Yes, I have a programmed solution. The answer is in the Compose file under /usr/share/X11/locale/iso8859-1/ and /usr/share/X11/locale/en_US.UTF-8/
That's where all the definitions of the dead keys are. Put in a series of lines like this:
<dead_acute> <S> : "'S" # APOSTROPHE then LATIN CAPITAL LETTER S
instead of the entry in en_US.UTF-8/Compose, which is:
<dead_acute> <S> : "Ś" U015A # LATIN CAPITAL LETTER S WITH ACUTE
Also create lines for every other letter, cap and small, for the ones that by default aren't defined at all, and will therefore do nothing:
<dead_acute> <b> : "'b" # APOSTROPHE then LATIN SMALL LETTER b
Put all these changes into a file named .XCompose, dot ex compose, note the caps, in your home dir. If you copy the whole file and only edit in these lines, taking the old ones out, you don't need to include the mother file, but if you only put your changes into your .XCompose, you will need to put an include line at the top of the file, referencing the system file your lines of code will replace lines from. The way the syntax works is each line supercedes the previous line with the same code before the colon, and redefines that string to your new one, and all after the hash # is ignored as a comment. Here's your chance to make it whatever you want. As a testing thing, I set <dead_acute> <1> to "XCompose 1.0", just so I could immediately see if my code was being called at all in my .XCompose file.
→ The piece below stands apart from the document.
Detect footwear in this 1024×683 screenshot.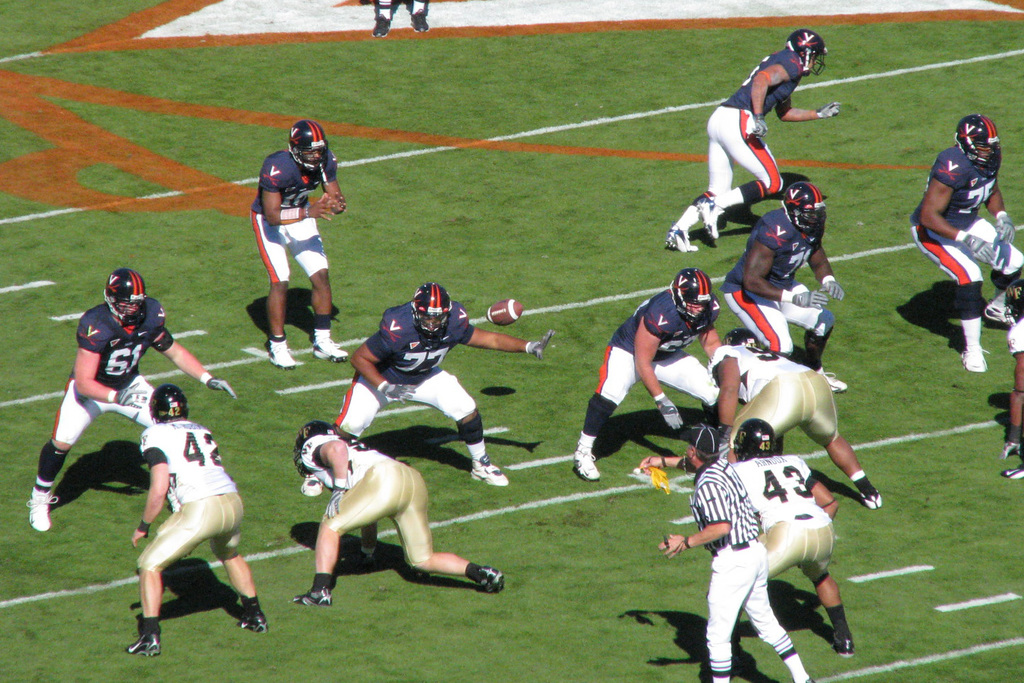
Detection: locate(696, 194, 725, 236).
That should give you the MS-Win international US keyboard behaviour you want, so you can type in " 'Best wishes,' he didn't say. ", only having to hit the space bar once extra after the close-single-quote after the comma, because you've mapped "'B" to "'B" and "'t" to "'t", not to something unexpected that only a linguist would use.
Also, you might have to change your keyboard handler to "xim" instead of the default for your installation of Linux. There's an article on how to do that.
"xim" uses the Compose/.XCompose files.
Now if only I knew how to turn off the smart quotes, which are driving me batty.